Life itself shaped me out of the winds, intricate pathways of movement, vibration, creating an illusion of substance that is me already. I know all about winds, I’m made up from them. So these winds outside me, do I recognise them now. How well can I be present to them, and myself. How humble in the face of my maker/matrix, faced with a little challenge, kindergarten from the standpoint of what life has done with them, a big challenge on this boat, simple vectors. Tricking the wind with the airfoil principle, same as the body, creating lift by creating a vacuum.
The mystery of living is in sailing, in understanding the wind, in reading correctly its direction and strength and potential — and skilfully setting the sails to take full advantage. Give and take, going the way the wind blows, or maintaining our course and reshaping its passage through the sail. The winds are all for free, blowing for everyone, take as much as you can. Outrageously magnanimous and fickle, the winds are the possibility of life, of movement, of sensation. How will we use them? That is up to us.
The possibility of moving starts here, with the wind. Nothing to be seen. We see its effects, but we don’t see the wind itself. We can feel it though. The skin experiences the wind, ruffling my hair, tossing it about, whipping it around, wanting to play, Can I possibly deny the desire of life to play intimately with me? Sending shivers of excitement — cool, warm, fresh, boisterous, silky, hairy, rough, woolly.
These intuitions into life and learning — and many more — are detailed in Dyana’s Anchors in an Open Sea trilogy, beginning with book 1: The Yoga of Sailing.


» Task to complete:
The material below should be copied line for line, please, with pictures omitted.

» Data supplied:
==============================
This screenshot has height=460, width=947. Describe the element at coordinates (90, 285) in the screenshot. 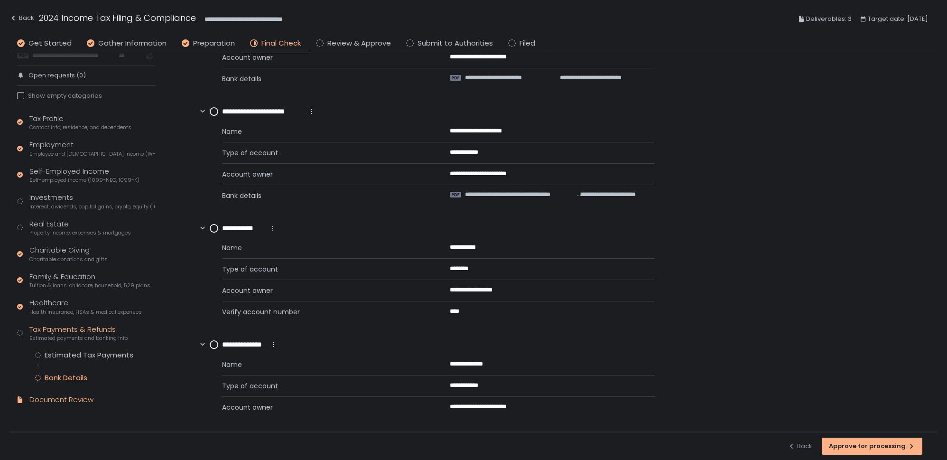

I see `span: Tuition & loans, childcare, household, 529 plans` at that location.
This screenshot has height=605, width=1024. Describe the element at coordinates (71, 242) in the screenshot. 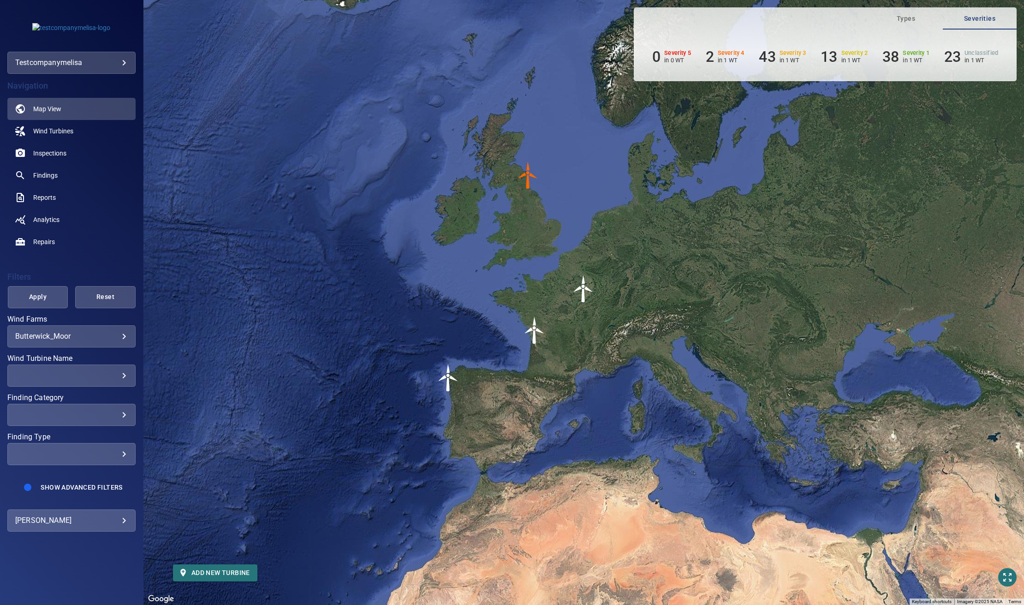

I see `a: repairs noActive` at that location.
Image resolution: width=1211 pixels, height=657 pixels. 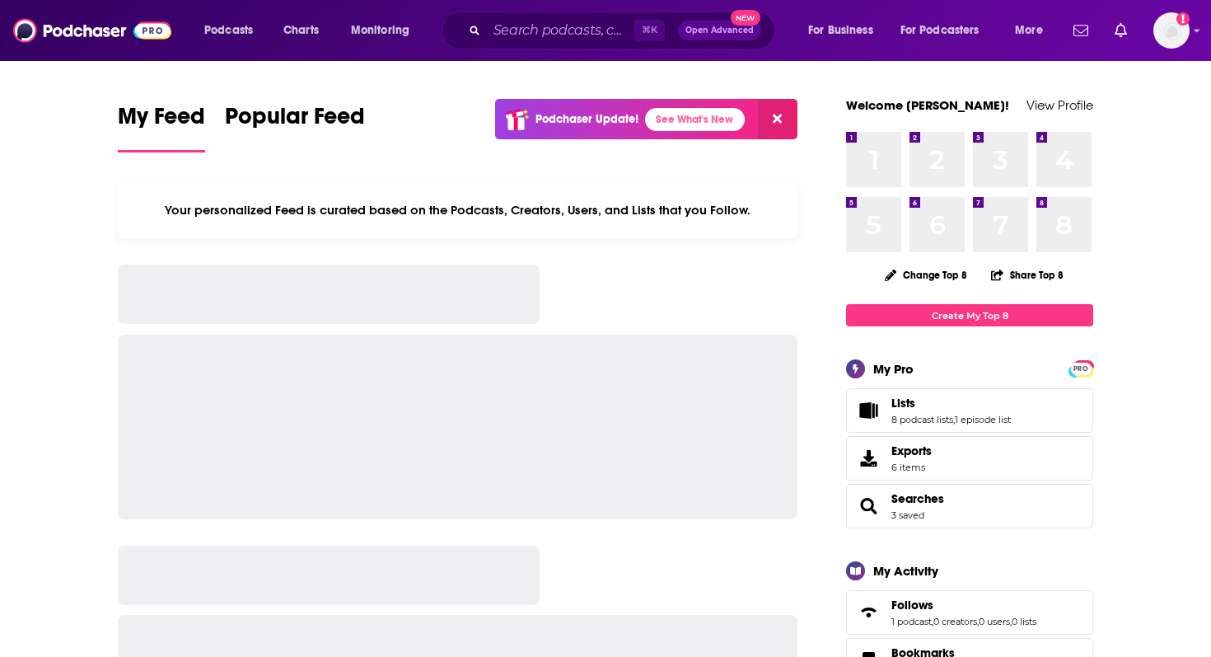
==============================
» Written solution:
This screenshot has height=460, width=947. Describe the element at coordinates (90, 285) in the screenshot. 

I see `span: Tuition & loans, childcare, household, 529 plans` at that location.
This screenshot has height=605, width=1024. Describe the element at coordinates (71, 242) in the screenshot. 

I see `a: repairs noActive` at that location.
Image resolution: width=1211 pixels, height=657 pixels. 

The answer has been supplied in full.